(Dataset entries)
******************************
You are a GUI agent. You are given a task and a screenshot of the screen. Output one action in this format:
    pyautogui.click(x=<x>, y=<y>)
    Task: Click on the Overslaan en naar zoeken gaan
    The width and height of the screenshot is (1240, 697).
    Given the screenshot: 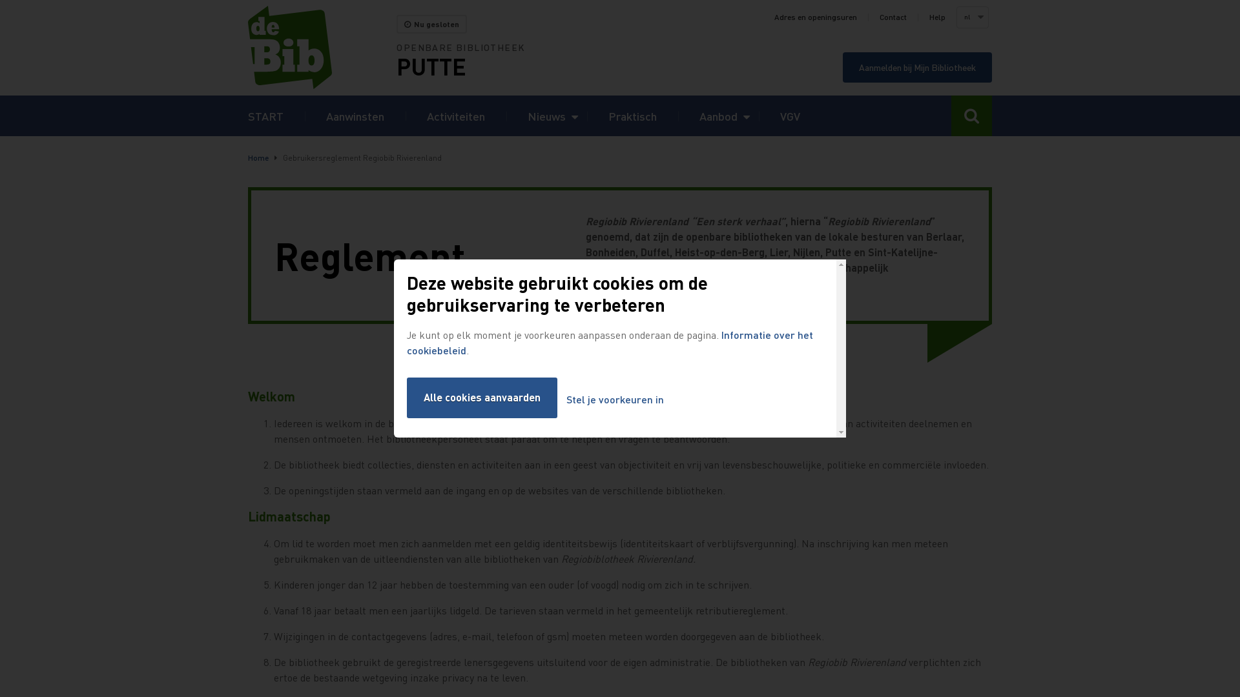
******************************
## Task goal
This exercise asks for the data above to be given again exactly, without pictures.

## Final answer
You are a GUI agent. You are given a task and a screenshot of the screen. Output one action in this format:
    pyautogui.click(x=<x>, y=<y>)
    Task: Click on the Overslaan en naar zoeken gaan
    The width and height of the screenshot is (1240, 697).
    Given the screenshot: 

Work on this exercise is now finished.